Two Very Different Materials, One Whatcom County Climate
Vinyl siding and James Hardie fiber cement siding get compared constantly, and for good reason — they're the two most common choices homeowners in Ferndale and the rest of Whatcom County weigh when it's time to re-side a house. They're not close cousins, though. One is a petroleum-based plastic product. The other is a cement, sand, and cellulose fiber composite engineered specifically for climates like ours. That difference matters more here than it does in a lot of the country, because Ferndale sits close enough to the water that salt air, driving rain off the Strait, and a long, damp moss season are just part of owning a home.

Vinyl Siding: What It Gets Right
Vinyl earned its popularity honestly. It's inexpensive, it goes up fast, and it never needs painting. For a homeowner on a tight budget who wants a straightforward exterior refresh, that combination is appealing, and we're not going to pretend otherwise. Vinyl also resists rot outright, since there's no organic material in it for moisture to break down.
Where vinyl runs into trouble is everything else. It's a thin plastic skin, typically hung loosely over the wall rather than fastened tight, which means it expands and contracts significantly with temperature swings — you can watch it ripple on a warm afternoon. In the Pacific Northwest's wind and rain, that loose fit lets water track behind panels more easily than most homeowners realize, and vinyl offers no fire resistance; it softens and melts at fairly low temperatures. Color is baked into the plastic, which sounds durable, but that also means UV exposure fades and chalks it over time with no way to refresh the finish short of replacing panels. And salt-laden coastal air tends to leave vinyl looking dull and brittle years before an equivalent fiber cement installation shows its age.
James Hardie: The Trade-Off in the Other Direction
James Hardie fiber cement costs more up front than vinyl, and it's heavier to install — this is not a weekend DIY material, and it shouldn't be. What you get for that investment is a siding system built to handle exactly the conditions Whatcom County throws at a house.
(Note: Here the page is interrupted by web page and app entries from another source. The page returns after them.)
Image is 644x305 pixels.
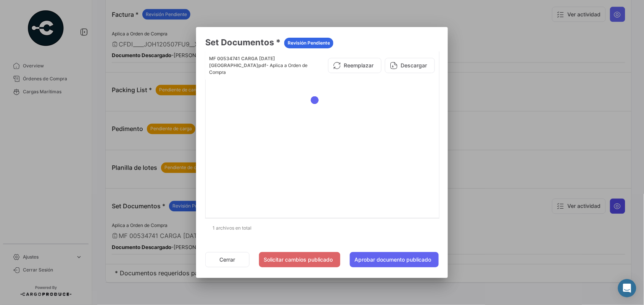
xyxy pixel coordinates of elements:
[350,252,439,267] button: Aprobar documento publicado
[619,280,637,298] div: Abrir Intercom Messenger
[288,39,330,46] span: Revisión Pendiente
[209,56,275,68] span: MF 00534741 CARGA [DATE] [GEOGRAPHIC_DATA]pdf
[205,36,439,48] h3: Set Documentos *
[205,252,250,267] button: Cerrar
[205,219,439,238] div: 1 archivos en total
[259,252,340,267] button: Solicitar cambios publicado
[328,58,382,74] button: Reemplazar
[385,58,435,74] button: Descargar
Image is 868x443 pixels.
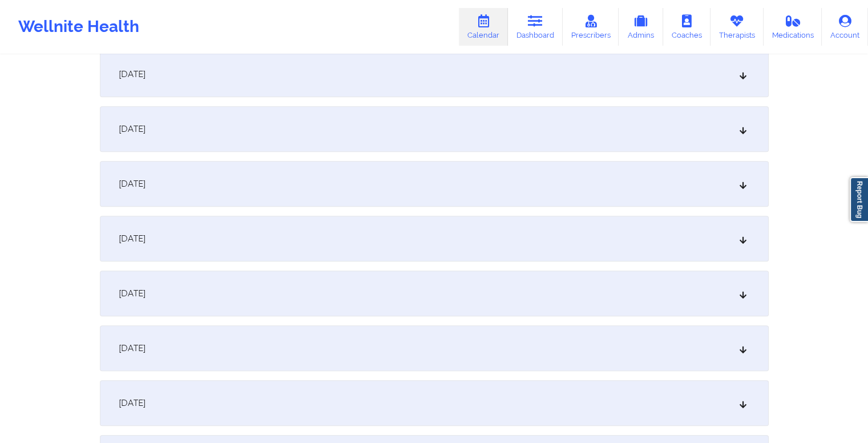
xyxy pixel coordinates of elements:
a: Coaches [663,8,710,46]
span: [DATE] [118,288,146,299]
span: [DATE] [118,68,146,80]
a: Prescribers [563,8,619,46]
a: Therapists [710,8,764,46]
a: Account [822,8,868,46]
span: [DATE] [118,123,146,135]
span: [DATE] [118,179,146,190]
a: Calendar [459,8,508,46]
span: [DATE] [118,397,146,409]
span: [DATE] [118,233,146,244]
a: Dashboard [508,8,563,46]
a: Admins [618,8,663,46]
span: [DATE] [118,343,146,355]
a: Medications [764,8,822,46]
a: Report Bug [850,177,868,222]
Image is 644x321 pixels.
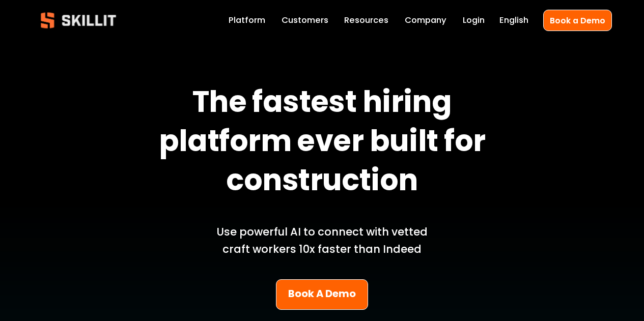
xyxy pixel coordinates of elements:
[344,13,388,28] a: folder dropdown
[32,5,125,36] img: Skillit
[405,13,447,28] a: Company
[500,14,528,27] span: English
[344,14,388,27] span: Resources
[543,10,612,30] a: Book a Demo
[228,13,265,28] a: Platform
[500,13,528,28] div: language picker
[281,13,328,28] a: Customers
[159,79,491,208] strong: The fastest hiring platform ever built for construction
[203,223,441,258] p: Use powerful AI to connect with vetted craft workers 10x faster than Indeed
[276,280,368,310] a: Book A Demo
[463,13,485,28] a: Login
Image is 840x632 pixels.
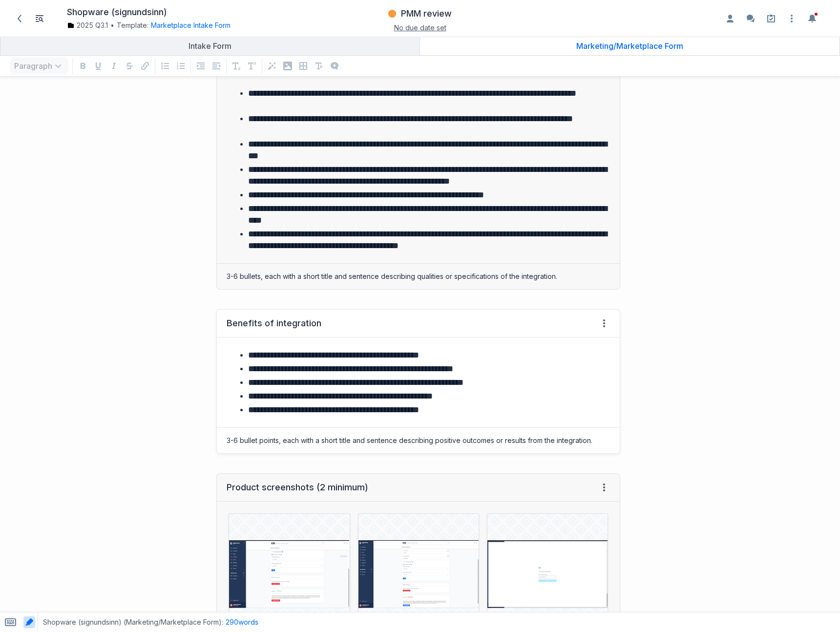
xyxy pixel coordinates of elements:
[742,11,758,26] button: Enable the commenting sidebar
[401,8,452,19] h3: PMM review
[21,613,38,632] span: Toggle AI highlighting in content
[226,617,258,627] button: 290words
[42,617,223,627] span: Shopware (signundsinn) (Marketing/Marketplace Form) :
[1,37,420,55] a: Intake Form
[387,5,453,22] button: PMM review
[722,11,738,26] button: Enable the assignees sidebar
[424,41,835,50] div: Marketing/Marketplace Form
[394,22,446,33] button: No due date set
[288,5,552,32] div: PMM reviewNo due date set
[598,317,610,329] span: Field menu
[11,10,28,27] a: Back
[763,11,779,26] a: Setup guide
[23,616,35,628] button: Toggle AI highlighting in content
[66,21,108,30] a: 2025 Q3.1
[216,264,620,289] div: 3-6 bullets, each with a short title and sentence describing qualities or specifications of the i...
[227,317,321,329] div: Benefits of integration
[66,7,167,18] h1: Shopware (signundsinn)
[66,21,277,30] div: Template:
[8,56,70,76] div: Paragraph
[32,11,47,26] button: Toggle Item List
[804,11,820,26] button: Toggle the notification sidebar
[5,41,416,50] div: Intake Form
[420,37,839,55] a: Marketing/Marketplace Form
[110,21,114,30] span: •
[227,481,368,493] div: Product screenshots (2 minimum)
[149,21,230,30] div: Marketplace Intake Form
[598,481,610,493] span: Field menu
[151,21,230,30] button: Marketplace Intake Form
[216,428,620,453] div: 3-6 bullet points, each with a short title and sentence describing positive outcomes or results f...
[394,23,446,32] span: No due date set
[226,618,258,626] span: 290 words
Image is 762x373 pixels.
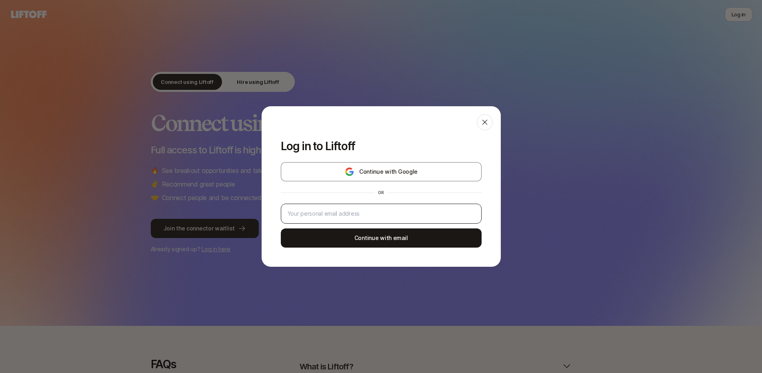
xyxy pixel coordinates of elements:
img: google-logo [344,167,354,177]
div: or [375,189,387,196]
p: Log in to Liftoff [281,140,481,153]
button: Continue with Google [281,162,481,181]
input: Your personal email address [287,209,475,219]
button: Continue with email [281,229,481,248]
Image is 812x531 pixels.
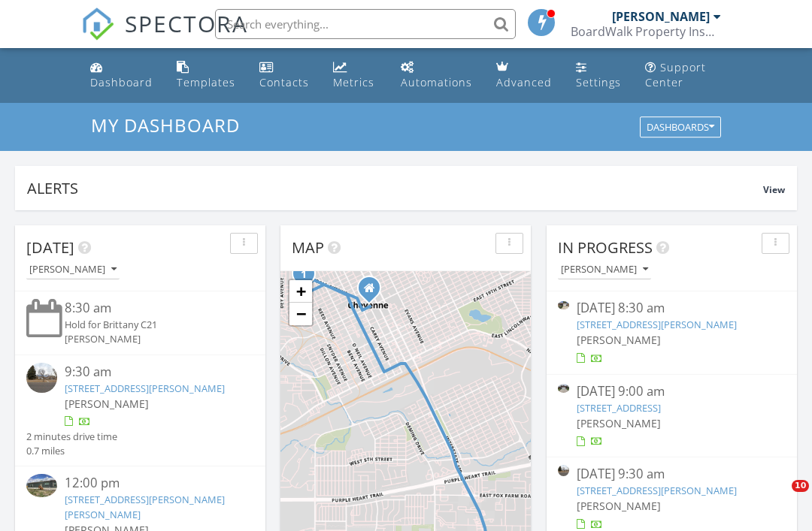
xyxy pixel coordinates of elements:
[81,20,248,52] a: SPECTORA
[369,288,378,297] div: PO Box 1111 , Cheyenne WY 82003
[557,237,652,257] span: In Progress
[26,444,117,458] div: 0.7 miles
[27,178,763,199] div: Alerts
[301,270,307,280] i: 1
[639,54,727,97] a: Support Center
[647,123,714,133] div: Dashboards
[64,381,225,395] a: [STREET_ADDRESS][PERSON_NAME]
[577,498,661,513] span: [PERSON_NAME]
[612,9,709,24] div: [PERSON_NAME]
[561,264,648,275] div: [PERSON_NAME]
[125,8,248,39] span: SPECTORA
[64,397,149,411] span: [PERSON_NAME]
[557,260,651,280] button: [PERSON_NAME]
[304,274,312,282] div: 2903 Snyder Ave, Cheyenne, WY 82001
[64,474,235,493] div: 12:00 pm
[557,465,569,476] img: streetview
[577,484,737,497] a: [STREET_ADDRESS][PERSON_NAME]
[557,302,569,309] img: 9248847%2Fcover_photos%2FxAwpkmktRcbYyr5BK3I6%2Fsmall.9248847-1755539561974
[64,493,225,520] a: [STREET_ADDRESS][PERSON_NAME][PERSON_NAME]
[91,112,240,137] span: My Dashboard
[64,363,235,381] div: 9:30 am
[576,75,621,89] div: Settings
[496,75,552,89] div: Advanced
[171,54,241,97] a: Templates
[761,480,797,516] iframe: Intercom live chat
[640,117,721,138] button: Dashboards
[577,299,767,318] div: [DATE] 8:30 am
[490,54,557,97] a: Advanced
[81,8,114,40] img: The Best Home Inspection Software - Spectora
[215,9,516,39] input: Search everything...
[26,429,117,444] div: 2 minutes drive time
[577,465,767,484] div: [DATE] 9:30 am
[292,237,324,257] span: Map
[90,75,153,89] div: Dashboard
[26,363,254,459] a: 9:30 am [STREET_ADDRESS][PERSON_NAME] [PERSON_NAME] 2 minutes drive time 0.7 miles
[763,183,785,196] span: View
[64,299,235,318] div: 8:30 am
[26,260,119,280] button: [PERSON_NAME]
[557,384,569,392] img: 9271268%2Fcover_photos%2FQFelgTHvLzdLgrXQEo2e%2Fsmall.9271268-1756307194993
[259,75,309,89] div: Contacts
[557,382,785,449] a: [DATE] 9:00 am [STREET_ADDRESS] [PERSON_NAME]
[577,416,661,430] span: [PERSON_NAME]
[327,54,382,97] a: Metrics
[289,302,312,326] a: Zoom out
[333,75,375,89] div: Metrics
[289,280,312,302] a: Zoom in
[26,237,74,257] span: [DATE]
[85,54,159,97] a: Dashboard
[577,382,767,401] div: [DATE] 9:00 am
[26,474,57,496] img: 9285761%2Fcover_photos%2FNIevGxblz4i88RNx6w4E%2Fsmall.9285761-1756402898658
[254,54,315,97] a: Contacts
[395,54,479,97] a: Automations (Basic)
[570,54,627,97] a: Settings
[64,332,235,347] div: [PERSON_NAME]
[177,75,235,89] div: Templates
[64,318,235,332] div: Hold for Brittany C21
[792,480,809,492] span: 10
[577,401,661,415] a: [STREET_ADDRESS]
[26,363,57,394] img: streetview
[571,24,721,39] div: BoardWalk Property Inspections LLC
[645,60,706,89] div: Support Center
[401,75,472,89] div: Automations
[30,264,116,275] div: [PERSON_NAME]
[577,318,737,331] a: [STREET_ADDRESS][PERSON_NAME]
[557,299,785,366] a: [DATE] 8:30 am [STREET_ADDRESS][PERSON_NAME] [PERSON_NAME]
[577,333,661,347] span: [PERSON_NAME]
It's non-combustible, it doesn't warp or buckle with temperature changes the way vinyl does, and it holds a factory-applied ColorPlus finish that's baked on and warranted against fading, not just tinted through a thin plastic shell.
Hardie's HZ5 product line is specifically formulated for climates that see a lot of moisture cycling — freeze-thaw stress, prolonged damp periods, and the kind of persistent low-grade humidity that lets moss and algae get a foothold on a north-facing wall. That's a real consideration in Ferndale, where shaded, rain-facing elevations can stay damp for weeks at a stretch during the fall and winter. Fiber cement's dense, rigid composition doesn't give moss the soft, porous surface it needs to colonize the way some other siding materials do, and it holds up to pressure washing without the panel flex or seam damage vinyl can suffer.
Side-by-Side Comparison
| Factor | Vinyl Siding | James Hardie Fiber Cement |
|---|---|---|
| Upfront cost | Lower | Higher |
| Fire resistance | Melts/softens under heat | Non-combustible |
| Coastal/salt air durability | Fades, chalks, becomes brittle | Engineered HZ5 line for wet, coastal climates |
| Moss/algae resistance | Moderate | Dense composition resists colonization |
| Color finish | Solid-through color, fades with UV | Factory-baked ColorPlus finish, warranted |
| Installation demands | Fast, forgiving | Precise, spec-driven, best left to trained crews |
| Typical lifespan when done right | 20-30 years | 30-50+ years |
Why We Standardized on Hardie
We made a decision as a company to install James Hardie exclusively and not offer vinyl. It's not that vinyl is worthless — plenty of homes wear it fine in milder, drier regions. But we're a Ferndale-based crew working in a climate defined by driving rain, salt air drifting in off the Strait of Georgia, and a moss season that runs longer here than in most of the state. We'd rather put one product on every home that we know performs under those specific conditions than offer a cheaper option we know is a compromise in this exact climate. Hardie's engineered-for-climate product lines, non-combustible core, and strong transferable warranty line up with what a house on this stretch of Whatcom County actually needs to hold up over decades, not just look good the first year.
Installation quality matters just as much as the material choice — Hardie siding installed off-spec (wrong nailing pattern, missing flashing, tight joints with no expansion gap) can fail early no matter how good the product is. That's why correct installation, not just material selection, is the other half of getting this right.
If you're weighing your options for a re-side in Ferndale or anywhere else in Whatcom County, we're happy to walk your home, talk through what we're seeing, and give you a straightforward, no-pressure estimate — no obligation, just an honest look at what your house needs.